BA, McGill University, 1996, English Literature. Minor: Women’s Studies.
MA, McGill University, 1999, Communications (focus on Cultural Studies).
MA, New York University, 2004. Performance Studies (focus on Dance Studies).
PhD, New York University, 2010. Performance Studies (focus on Dance History).
My dissertation, Odissi Dance: Paratopic Performances of Gender, Law, and Nation, traces the transformation of Odissi, a South Asian classical style, from its historical roots in ritual practice to its current position as transnational spectacle, with a focus on the state’s regulation of gender performance in the dance. Three key themes are explored: the idea of law as a choreographic agent; the notion of “extraordinary genders” – those identities and acts that lie outside everyday norms – and the original concept of the “paratopia,” or a space of alterity produced by radical performance, to suggest how Odissi subverts dominant cultural norms. I am fortunate that this work has enabled me to connect with scholars and artists in India, as well as in North American diasporic communities.
As a scholar trained in both cultural studies and performance studies, I am committed to interdisciplinarity in my research. My main interest lies in exploring conversations between dance history, architecture, and critical legal studies, since each of these disciplines shares a common concern with the body as it moves through space. An intersectional approach based on the insights of critical race theory, feminist and queer studies, and discourses of class, caste and religion informs my scholarship. Other areas of interest include: the politics of postcolonialism, modernity, and time; philosophies of the body in cross-cultural perspective; biopower, bioethics, and posthumanism; movement, gesture, and racialization; and South Asian performance histories.
At UCLA, I teach courses on Theories of Performance, Introduction to Dance Studies, Histories of Odissi, and Indian Classical Dance. My hope is to encourage students to engage with issues such as myriad modes of writing about performance, the ethics of doing research across the lines of difference, and connecting experiences of embodiment with the production of knowledge. As an Odissi dancer and a poet, I share the faculty’s important goal of bridging the worlds of academe and art.
Selected Publications:
"Paratopias of Performance: The Choreographic Practices of Chandralekha." In Planes of Composition: Dance and the Global, edited by Andre Lepecki and Jenn Joy. Kolkata: Seagull Press (2010).
"An Intimate Ethnography," Women and Performance, Vol. 19, No. 1 (2009).
“Outlaws and Intimates,” e-misferica, Issue 2.2, Fall 2005. http://hemi.nyu.edu/journal/2_2/banerji.html
“Notes on the Birth of Asian American Identity,” Special Article, Economic and Political Weekly, Vol. 37, No. 40 (October 5-11, 2002): 4143-4163.
Night Artillery. Toronto: TSAR Books, November 2000.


▶ _What you have to do_
Repeat the entries below exactly. Drop the pictures.

▶ _Record set_
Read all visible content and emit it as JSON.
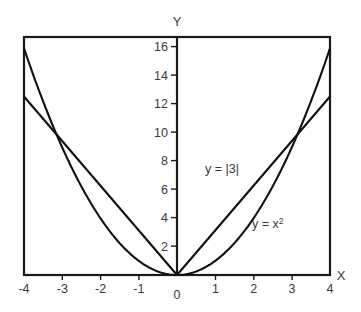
{
  "chart_data": {
    "type": "line",
    "title": "",
    "xlabel": "X",
    "ylabel": "Y",
    "xlim": [
      -4,
      4
    ],
    "ylim": [
      0,
      16.8
    ],
    "grid": false,
    "legend_position": "inline-annotation",
    "x_ticks": [
      "-4",
      "-3",
      "-2",
      "-1",
      "0",
      "1",
      "2",
      "3",
      "4"
    ],
    "x_tick_values": [
      -4,
      -3,
      -2,
      -1,
      0,
      1,
      2,
      3,
      4
    ],
    "y_ticks": [
      "2",
      "4",
      "6",
      "8",
      "10",
      "12",
      "14",
      "16"
    ],
    "y_tick_values": [
      2,
      4,
      6,
      8,
      10,
      12,
      14,
      16
    ],
    "origin_label": "0",
    "series": [
      {
        "name": "y = |3|",
        "kind": "v-shape",
        "slope": 3.15,
        "x": [
          -4,
          -3,
          -2,
          -1,
          0,
          1,
          2,
          3,
          4
        ],
        "values": [
          12.6,
          9.45,
          6.3,
          3.15,
          0,
          3.15,
          6.3,
          9.45,
          12.6
        ]
      },
      {
        "name": "y = x2",
        "kind": "parabola",
        "x": [
          -4,
          -3.5,
          -3,
          -2.5,
          -2,
          -1.5,
          -1,
          -0.5,
          0,
          0.5,
          1,
          1.5,
          2,
          2.5,
          3,
          3.5,
          4
        ],
        "values": [
          16,
          12.25,
          9,
          6.25,
          4,
          2.25,
          1,
          0.25,
          0,
          0.25,
          1,
          2.25,
          4,
          6.25,
          9,
          12.25,
          16
        ]
      }
    ],
    "annotations": [
      {
        "text_prefix": "y = |3|",
        "text_sup": "",
        "x": 1.1,
        "y": 7.6
      },
      {
        "text_prefix": "y = x",
        "text_sup": "2",
        "x": 2.05,
        "y": 4.2
      }
    ],
    "colors": {
      "curve": "#111111",
      "axis": "#1a1a1a",
      "text": "#3a3a3a",
      "background": "#ffffff"
    }
  }
}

▶ _Result of this exercise_
Read all visible content and emit it as JSON.
{
  "chart_data": {
    "type": "line",
    "title": "",
    "xlabel": "X",
    "ylabel": "Y",
    "xlim": [
      -4,
      4
    ],
    "ylim": [
      0,
      16.8
    ],
    "grid": false,
    "legend_position": "inline-annotation",
    "x_ticks": [
      "-4",
      "-3",
      "-2",
      "-1",
      "0",
      "1",
      "2",
      "3",
      "4"
    ],
    "x_tick_values": [
      -4,
      -3,
      -2,
      -1,
      0,
      1,
      2,
      3,
      4
    ],
    "y_ticks": [
      "2",
      "4",
      "6",
      "8",
      "10",
      "12",
      "14",
      "16"
    ],
    "y_tick_values": [
      2,
      4,
      6,
      8,
      10,
      12,
      14,
      16
    ],
    "origin_label": "0",
    "series": [
      {
        "name": "y = |3|",
        "kind": "v-shape",
        "slope": 3.15,
        "x": [
          -4,
          -3,
          -2,
          -1,
          0,
          1,
          2,
          3,
          4
        ],
        "values": [
          12.6,
          9.45,
          6.3,
          3.15,
          0,
          3.15,
          6.3,
          9.45,
          12.6
        ]
      },
      {
        "name": "y = x2",
        "kind": "parabola",
        "x": [
          -4,
          -3.5,
          -3,
          -2.5,
          -2,
          -1.5,
          -1,
          -0.5,
          0,
          0.5,
          1,
          1.5,
          2,
          2.5,
          3,
          3.5,
          4
        ],
        "values": [
          16,
          12.25,
          9,
          6.25,
          4,
          2.25,
          1,
          0.25,
          0,
          0.25,
          1,
          2.25,
          4,
          6.25,
          9,
          12.25,
          16
        ]
      }
    ],
    "annotations": [
      {
        "text_prefix": "y = |3|",
        "text_sup": "",
        "x": 1.1,
        "y": 7.6
      },
      {
        "text_prefix": "y = x",
        "text_sup": "2",
        "x": 2.05,
        "y": 4.2
      }
    ],
    "colors": {
      "curve": "#111111",
      "axis": "#1a1a1a",
      "text": "#3a3a3a",
      "background": "#ffffff"
    }
  }
}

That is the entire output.